The 2004 nonfiction book “I Heard You Paint Houses” traces the life of Frank Sheeran, a labor union official who, over years of recorded interviews with the book’s author Charles Brandt, admitted to murdering Jimmy Hoffa and more than two dozen other people. (“Painting houses” is code for killing.)

After serving in World War II, Sheeran began working for the crime boss Russell Bufalino, rising to prominence and being named a top mob figure by then-U.S. Attorney Rudy Giuliani. The book focuses on Hoffa’s hit, but it also includes information on the highly publicized murders of “Crazy Joe” and President John F. Kennedy, with Sheeran’s tale “admirably free of self-pity and self-aggrandizement,” said our reviewer. “Without getting all Oprah about it, he admits he was an alcoholic and a lousy father.”

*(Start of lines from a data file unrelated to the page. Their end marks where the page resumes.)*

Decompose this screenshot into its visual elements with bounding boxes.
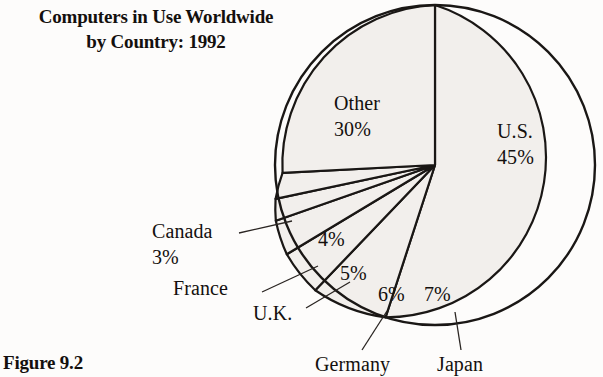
slice-label-other: Other 30% bbox=[334, 90, 380, 142]
slice-label-canada: Canada 3% bbox=[152, 218, 213, 270]
slice-label-germany: Germany bbox=[315, 352, 390, 376]
slice-value-germany: 6% bbox=[378, 283, 405, 306]
slice-label-canada-value: 3% bbox=[152, 244, 213, 270]
slice-label-france: France bbox=[173, 276, 228, 300]
leader-line-germany bbox=[362, 311, 387, 350]
slice-label-other-value: 30% bbox=[334, 116, 380, 142]
slice-label-japan: Japan bbox=[437, 352, 483, 376]
chart-title-line-1: Computers in Use Worldwide bbox=[6, 4, 306, 29]
chart-title: Computers in Use Worldwide by Country: 1… bbox=[6, 4, 306, 54]
figure-caption: Figure 9.2 bbox=[3, 352, 83, 374]
slice-label-uk: U.K. bbox=[253, 301, 292, 325]
slice-label-us-value: 45% bbox=[497, 144, 534, 170]
slice-value-uk: 5% bbox=[340, 262, 367, 285]
slice-value-france: 4% bbox=[318, 228, 345, 251]
pie-chart-graphic bbox=[0, 0, 603, 377]
slice-label-us: U.S. 45% bbox=[497, 118, 534, 170]
slice-label-canada-name: Canada bbox=[152, 218, 213, 244]
leader-line-japan bbox=[455, 312, 461, 350]
chart-title-line-2: by Country: 1992 bbox=[6, 29, 306, 54]
slice-label-us-name: U.S. bbox=[497, 118, 534, 144]
slice-value-japan: 7% bbox=[424, 283, 451, 306]
figure-page: Computers in Use Worldwide by Country: 1… bbox=[0, 0, 603, 377]
slice-label-other-name: Other bbox=[334, 90, 380, 116]
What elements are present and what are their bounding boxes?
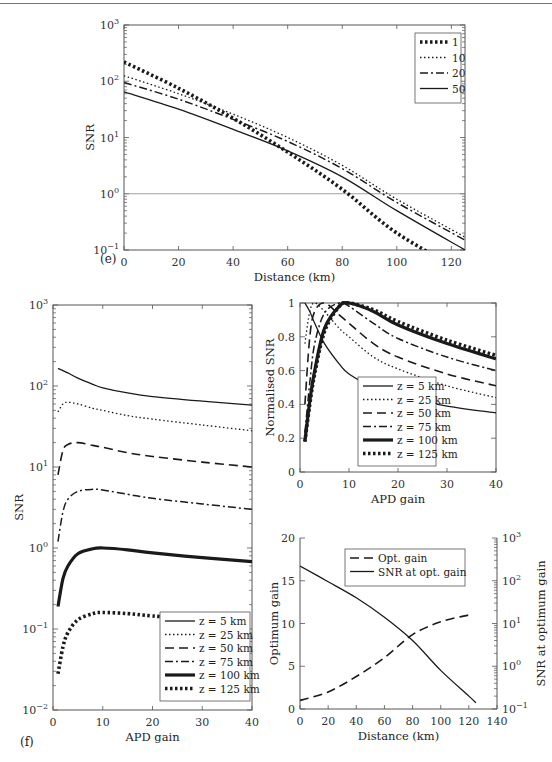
legend-entry: 20 bbox=[452, 67, 465, 79]
tick-label: 80 bbox=[335, 256, 349, 269]
tick-label: 20 bbox=[172, 256, 186, 269]
figure-canvas: 02040608010012010−1100101102103Distance … bbox=[0, 0, 552, 762]
tick-label: 0 bbox=[288, 703, 295, 716]
tick-label: 103 bbox=[502, 530, 521, 545]
tick-label: 40 bbox=[349, 715, 363, 728]
tick-label: 10−1 bbox=[502, 701, 528, 716]
legend: Opt. gainSNR at opt. gain bbox=[345, 549, 467, 586]
tick-label: 40 bbox=[245, 716, 259, 729]
legend: z = 5 kmz = 25 kmz = 50 kmz = 75 kmz = 1… bbox=[358, 377, 458, 466]
tick-label: 100 bbox=[386, 256, 407, 269]
tick-label: 103 bbox=[29, 297, 48, 312]
legend-entry: 50 bbox=[452, 83, 465, 95]
legend-entry: z = 75 km bbox=[199, 656, 253, 668]
tick-label: 20 bbox=[281, 532, 295, 545]
tick-label: 10 bbox=[281, 618, 295, 631]
tick-label: 5 bbox=[288, 660, 295, 673]
tick-label: 30 bbox=[440, 478, 454, 491]
y-axis-label-right: SNR at optimum gain bbox=[534, 560, 548, 687]
legend-entry: z = 50 km bbox=[199, 642, 253, 654]
tick-label: 60 bbox=[377, 715, 391, 728]
series-line bbox=[58, 368, 252, 405]
x-axis-label: APD gain bbox=[370, 492, 426, 506]
tick-label: 30 bbox=[195, 716, 209, 729]
tick-label: 10 bbox=[96, 716, 110, 729]
tick-label: 120 bbox=[441, 256, 462, 269]
series-line bbox=[58, 548, 252, 607]
tick-label: 103 bbox=[100, 17, 119, 32]
x-axis-label: Distance (km) bbox=[358, 729, 439, 743]
x-axis-label: APD gain bbox=[124, 730, 180, 744]
x-axis-label: Distance (km) bbox=[254, 270, 335, 284]
legend-entry: 10 bbox=[452, 52, 465, 64]
tick-label: 1 bbox=[288, 297, 295, 310]
tick-label: 101 bbox=[502, 616, 521, 631]
series-line bbox=[58, 489, 252, 541]
plot-frame bbox=[124, 25, 465, 250]
tick-label: 40 bbox=[489, 478, 503, 491]
tick-label: 0.2 bbox=[278, 432, 296, 445]
tick-label: 140 bbox=[487, 715, 508, 728]
legend-entry: z = 25 km bbox=[199, 629, 253, 641]
tick-label: 0.4 bbox=[278, 398, 296, 411]
tick-label: 0 bbox=[297, 478, 304, 491]
tick-label: 0 bbox=[121, 256, 128, 269]
legend-entry: z = 5 km bbox=[199, 615, 246, 627]
series-line bbox=[58, 402, 252, 431]
y-axis-label: Optimum gain bbox=[267, 581, 281, 665]
tick-label: 100 bbox=[430, 715, 451, 728]
legend-entry: z = 100 km bbox=[397, 434, 458, 446]
tick-label: 120 bbox=[458, 715, 479, 728]
tick-label: 100 bbox=[502, 658, 521, 673]
series-line bbox=[300, 615, 469, 701]
legend: 1102050 bbox=[415, 33, 465, 103]
tick-label: 101 bbox=[29, 459, 48, 474]
chart-f-bottom-right: 0204060801001201400510152010−11001011021… bbox=[267, 530, 548, 743]
legend-entry: z = 25 km bbox=[397, 394, 451, 406]
tick-label: 40 bbox=[226, 256, 240, 269]
tick-label: 102 bbox=[29, 378, 48, 393]
tick-label: 15 bbox=[281, 575, 295, 588]
legend-entry: z = 5 km bbox=[397, 380, 444, 392]
series-line bbox=[124, 92, 465, 250]
legend: z = 5 kmz = 25 kmz = 50 kmz = 75 kmz = 1… bbox=[160, 612, 260, 701]
tick-label: 80 bbox=[406, 715, 420, 728]
tick-label: 0.8 bbox=[278, 331, 296, 344]
panel-label-f: (f) bbox=[20, 735, 34, 749]
y-axis-label: SNR bbox=[83, 124, 97, 151]
tick-label: 10−1 bbox=[22, 621, 48, 636]
tick-label: 102 bbox=[100, 73, 119, 88]
chart-f-left: 01020304010−210−1100101102103APD gainSNR… bbox=[12, 297, 260, 744]
tick-label: 0 bbox=[288, 466, 295, 479]
chart-e: 02040608010012010−1100101102103Distance … bbox=[83, 17, 465, 284]
tick-label: 101 bbox=[100, 130, 119, 145]
legend-entry: Opt. gain bbox=[378, 552, 428, 564]
panel-label-e: (e) bbox=[100, 252, 116, 266]
tick-label: 0 bbox=[297, 715, 304, 728]
legend-entry: SNR at opt. gain bbox=[378, 566, 467, 578]
tick-label: 102 bbox=[502, 573, 521, 588]
tick-label: 20 bbox=[391, 478, 405, 491]
legend-entry: z = 75 km bbox=[397, 421, 451, 433]
tick-label: 10−2 bbox=[22, 702, 48, 717]
tick-label: 20 bbox=[321, 715, 335, 728]
legend-entry: z = 100 km bbox=[199, 669, 260, 681]
tick-label: 10 bbox=[342, 478, 356, 491]
tick-label: 100 bbox=[29, 540, 48, 555]
series-line bbox=[124, 62, 465, 272]
legend-entry: 1 bbox=[452, 36, 459, 48]
tick-label: 0.6 bbox=[278, 365, 296, 378]
tick-label: 60 bbox=[281, 256, 295, 269]
series-line bbox=[58, 443, 252, 475]
tick-label: 100 bbox=[100, 186, 119, 201]
legend-entry: z = 125 km bbox=[397, 448, 458, 460]
legend-entry: z = 50 km bbox=[397, 407, 451, 419]
tick-label: 0 bbox=[50, 716, 57, 729]
tick-label: 20 bbox=[146, 716, 160, 729]
series-line bbox=[300, 566, 476, 703]
chart-f-top-right: 01020304000.20.40.60.81APD gainNormalise… bbox=[263, 297, 503, 506]
y-axis-label: Normalised SNR bbox=[263, 338, 277, 436]
legend-entry: z = 125 km bbox=[199, 683, 260, 695]
series-line bbox=[124, 83, 465, 241]
y-axis-label: SNR bbox=[12, 494, 26, 521]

“The Irishman” is the movie adaptation coming to Netflix, directed by Martin Scorsese and starring Robert De Niro as Sheeran, Al Pacino as Hoffa, and Joe Pesci as Bufalino. Scorsese’s collaboration with Netflix puts him “in the crossfire of the so-called streaming wars,” The Times reported, though it is expected to be a contender at next year’s Academy Awards.

Release date: Nov. 1 (limited release); Nov. 27 (streaming)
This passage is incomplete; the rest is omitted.